Payoff
I decided on Friday night to do the mini-meet at Exeter this morning. I got up with the cat and got up there in good time, though my directions were faulty (I had directions to the campus, but not the pool.) This was a relatively small meet, though not as small as the one I did at Simon’s Rock last year, so I had no trouble getting registered and getting 800y or so of warm-up, including a bunch of starts, before they cleared the pool.
(Exhaustively boring report below…)
I planned to swim 100y breaststroke, 200y free, and 100y free, in that order. I’ve never done the 200 fr before, but it was the longest event of the meet (barring the 1650y, of course, which is a bit more than I’m ready for.) I seeded myself as 1:27, 2:25, and 1:07, respectively; the 100y times were from the Simon’s Rock meet, and the 200y was just a SWAG: Scientific Wild-Ass Guess.
I proceeded to blast my goggles halfway down my nose in the breaststroke start, which was profoundly frustrating. I used my first two strokes to pop them back on my eyes and get back to work, but I was rattled. The silver lining (which does not, of course, discount the reality of the cloud,) was that I hadn’t used all my available energy on the first lap, so the bear never really jumped on my back. My turns were rushed, though, and though it could have been much worse, it could also have been a good bit better. The outcome was a 1:27.7x, I think, within a second of my seed time, so not a disaster. Bonus: I won my age group. Anti-bonus: I finished last in my age group.
My brother told me that the plan for the 200y free, a four-lap race, was “pace, pace, push, race.” Or something like that. Mentally, it reminds me of running an 800m on an indoor track: enough laps to require a bit of moderation and pacing, but too fast for slacking off. Improbably, I wound up as the slowest seeded swimmer in the fast heat, so my brother and I stepped to the blocks at the same time for the first time in… decades, I think. I got in the water with my goggles sealed, and being thankful for that small mercy got me through the first length. Coming back, I could tell I was in a race; I hadn’t been dropped yet. The first two laps followed that pattern: I went out concentrating on form, kick, etc., then got excited and worked too hard on the return length. On the third lap, I was starting to feel like I might actually be laboring a bit… but then on the fourth lap, I could see the feet of the person next to me, so I sprinted hard to try and catch them. It didn’t work, but I wound up with a 2:25.01. Surely this should be good for some kind of prediction award!

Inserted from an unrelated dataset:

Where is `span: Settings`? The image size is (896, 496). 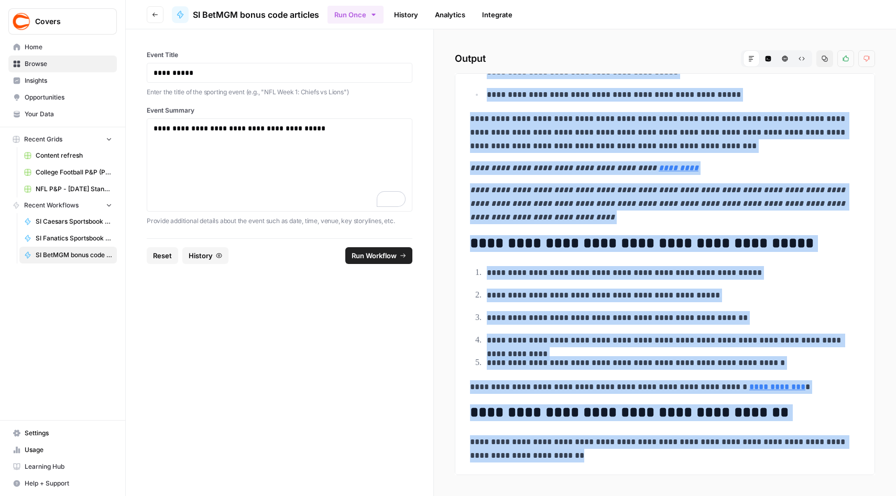
span: Settings is located at coordinates (68, 433).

Of course, this time I wasn’t first in the age group. I was second; my brother won it. (He pointed out that nobody in our age group swam the 50 free, so I might have had a bonus win there.)
I did a few easy laps in the cool-down lane during a break in the meet, so when the 100y free rolled around, I was still pretty loose. I was in one of the faster lanes in a middle heat for this, so I went to the blocks saying to myself, “chin down, chin down,” to keep my goggles on. Another good non-disastrous start, and I started kicking as soon as I knew I hadn’t lost the goggle seal, then sprint sprint sprint. I’d take two breaths in a row off the wall, then start skipping breaths in the name of speed. I felt like I was moving pretty well, though I don’t think I kicked as much as I could have; I still don’t have all the pieces together. I was in the race, though; I wasn’t being blown away. I wound up beating my seed, and my previous best, by nearly three seconds: 1:04 and change. My brother said I was pretty even (32-32) for the 50y splits, which he says means I need a faster start. I thought it meant I was flat out all the way! He thinks my turns have improved as well, but since I haven’t actually done much consciously, I think that’s just a consequence of swimming faster. (If you’re moving faster, and push your head and shoulders down enough, your own momentum will help flip your hips up, and the legs just follow along.)
A bad race, a decent race, and a really good one. Some of the improvement is probably from the clinic, some is from getting in the pool with my goggles sealed. And some is probably just from getting to the pool regularly (and getting some decent workouts) for or five months.
I’m not sure if I’ll have a chance to race between now and Zones in April, but I wouldn’t mind. Certainly I should spend some time practicing block starts.